Exercise 5: Chastity

The exercise Le Guin’s proposes at the end of chapter 5 takes far longer to complete than her short little chapter (just two and a half pages!) on adjectives and adverbs would lead you to believe. She admits that this one is hard and suggests you do it away from the pressure of a class or group. I did find myself staring at the blank page for quite a while…once I did start writing, I was surprised at the sinister turn my little paragraph took.

Exercise 5: Chastity

Write a paragraph (200-350 words) to a page of descriptive narrative prose without adjectives or adverbs. No dialogue.

The point is to give a vivid description of a scene or action using only verbs, nouns, pronouns, and articles…

Ursula Le Guin, Steering the Craft, page 45.

<<       Sunlight filtered through the cactus spines, illuminating them from behind. The ant colony in camp woke and began to forage among the rocks and charcoal. Birds flitted from mesquite to creosote to Mormon tea bush, chirping. Time was of the essence. They all knew as soon as the sun rose over the hills its rays would turn the landscape into an oven.

Sal and Fred drank their coffee and eyed the group of tents across the valley. The acoustics of the valley were such that the men had been privy to the campers’ antics all night long. Someone named Alex was having a birthday and was drunk. There were discussions of politics and professors and class schedules and it had become apparent that these people were students. Sal and Fred didn’t care much about that – what mattered was the folks in this other camp were unaware.
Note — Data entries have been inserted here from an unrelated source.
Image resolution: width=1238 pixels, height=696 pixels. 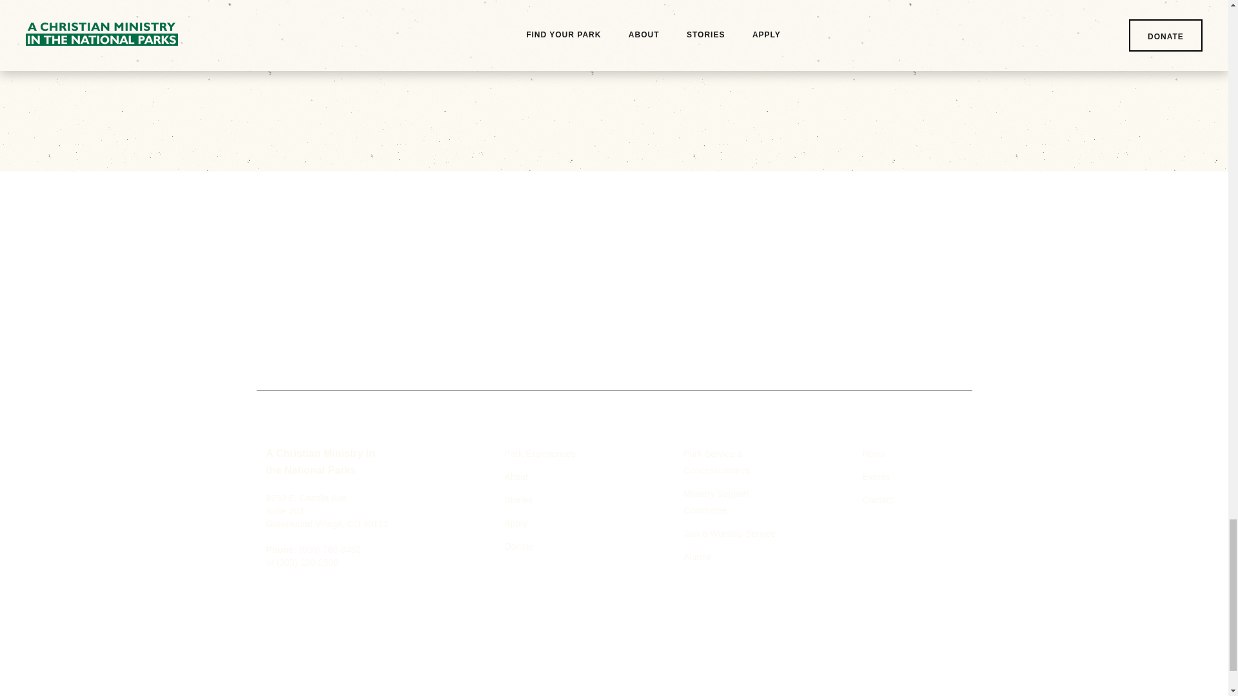 I want to click on Submit, so click(x=805, y=99).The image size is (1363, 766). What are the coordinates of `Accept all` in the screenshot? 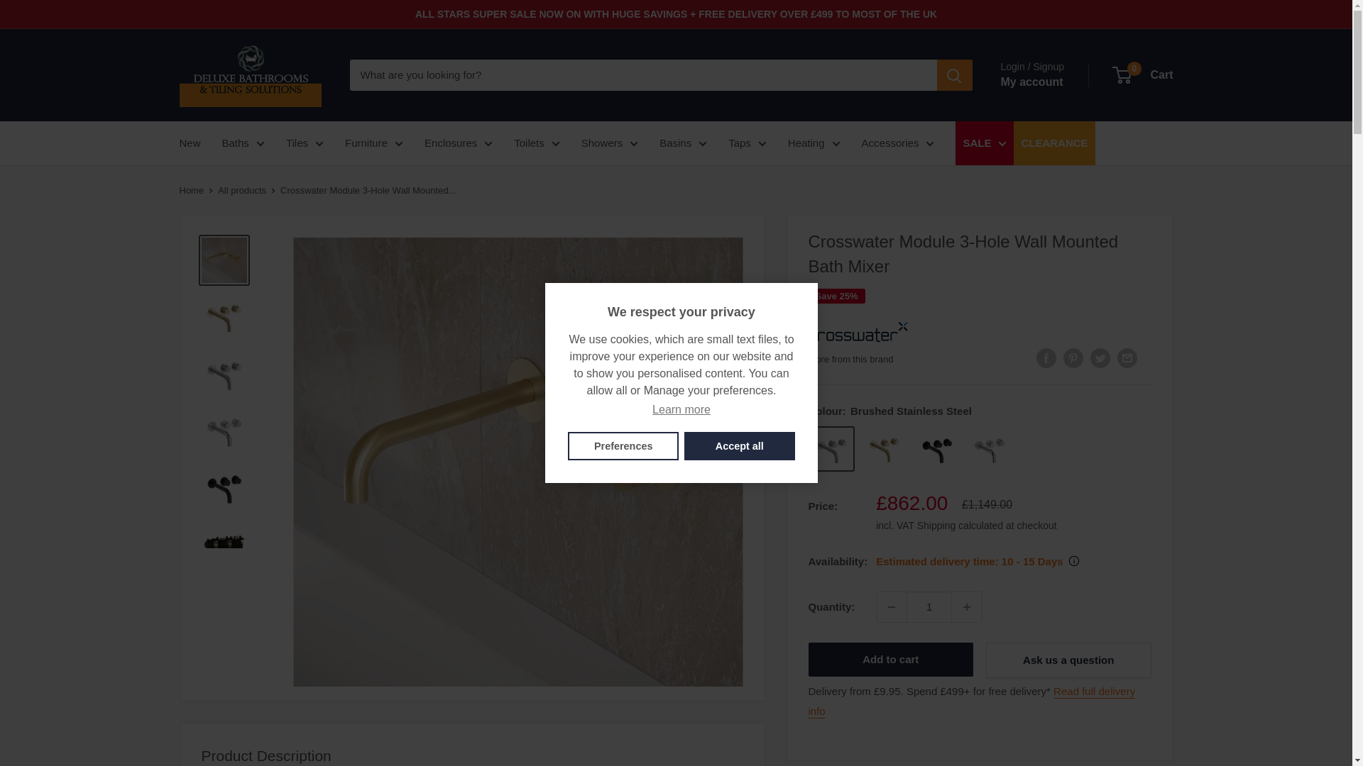 It's located at (739, 446). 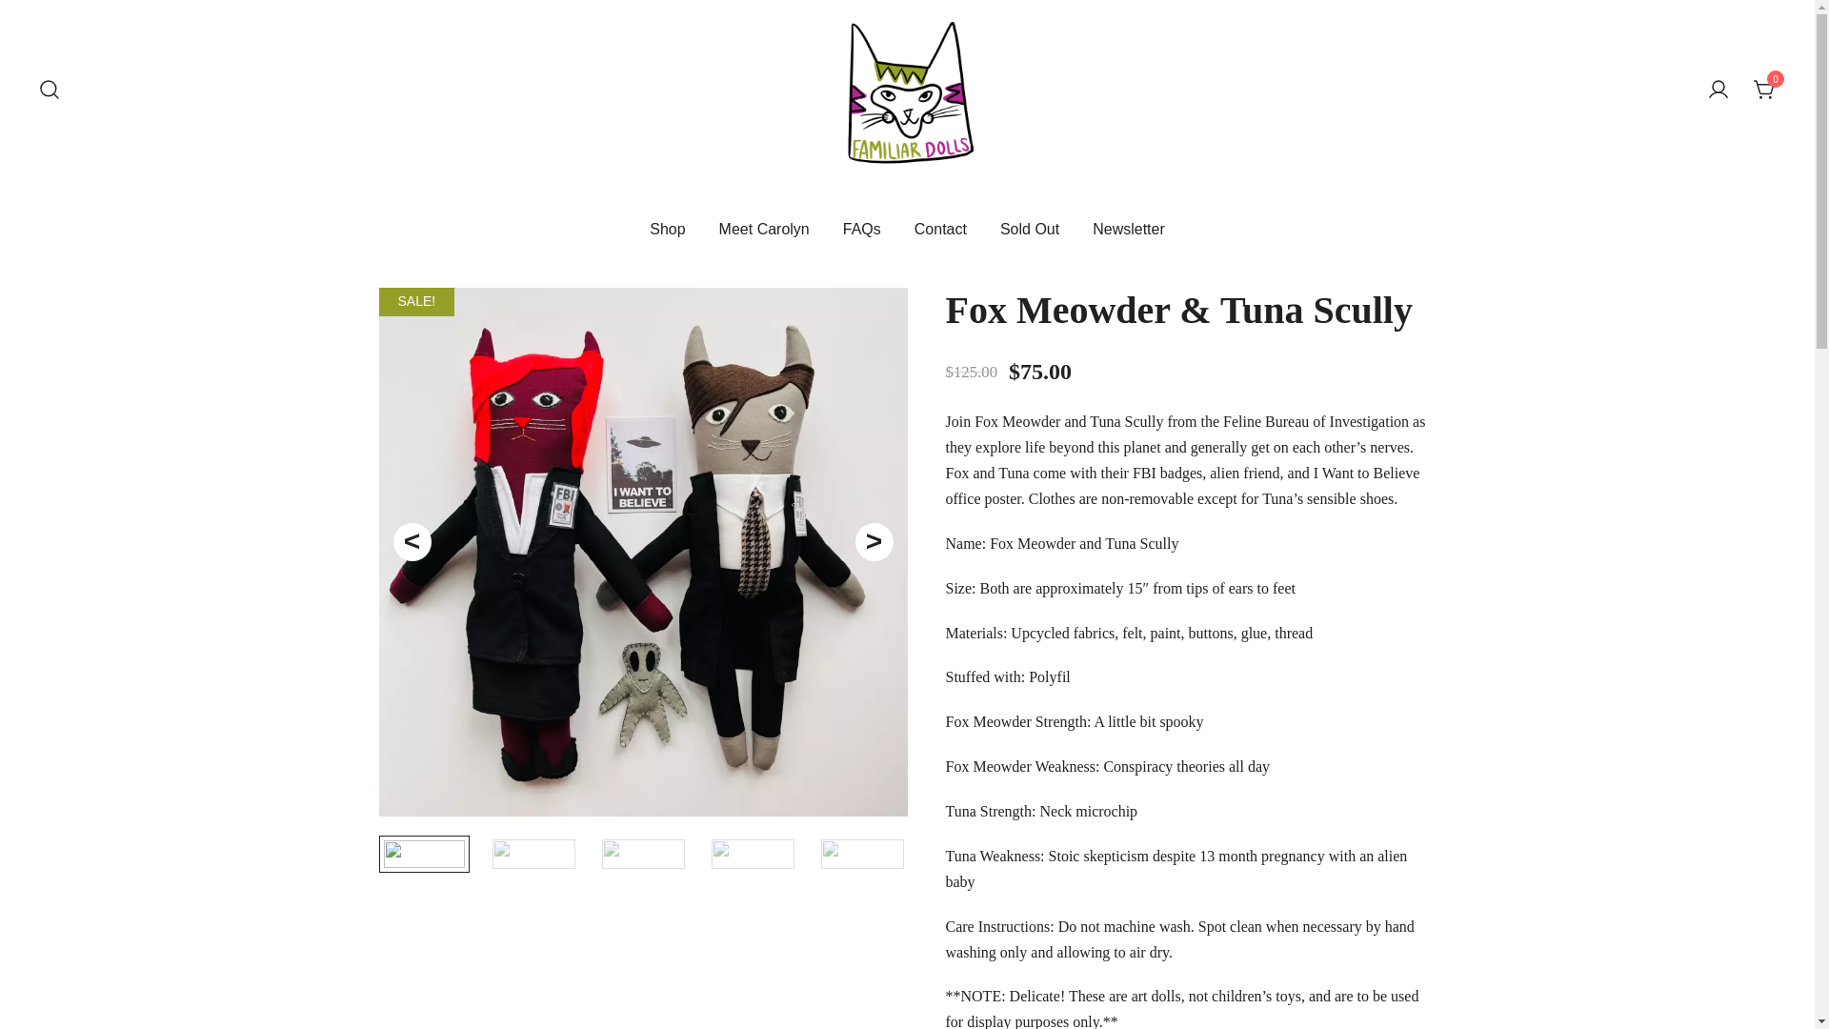 What do you see at coordinates (411, 541) in the screenshot?
I see `Previous` at bounding box center [411, 541].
The night before the moon was at the quarter and its light had not dimmed the display of the stars and Milky Way. Meteors streaked by the valley. Mars had risen like a dot of blood right before Alex crashed into someone else’s tent, collapsing it. The commotion from that had resolved into silence, at long last. Fred thought it was funny, shoulders shaking in the moonlight.

Sal peered into his cup and considered the dregs. He flicked the sludge into the bushes. It was a shame, he thought, that the students were not paying attention to the night sky. It was the last one they would ever see. >>

Maybe it was the fact that I didn’t use any adjectives or adverbs to soften or dress up the scene, but I found I wanted to turn it darker than I had originally intended. Le Guin says that she does this exercise herself to sharpen her writing skills and I can see why. She also mentioned she came up with it as a teenager when she was first starting out as a writer – truly impressive!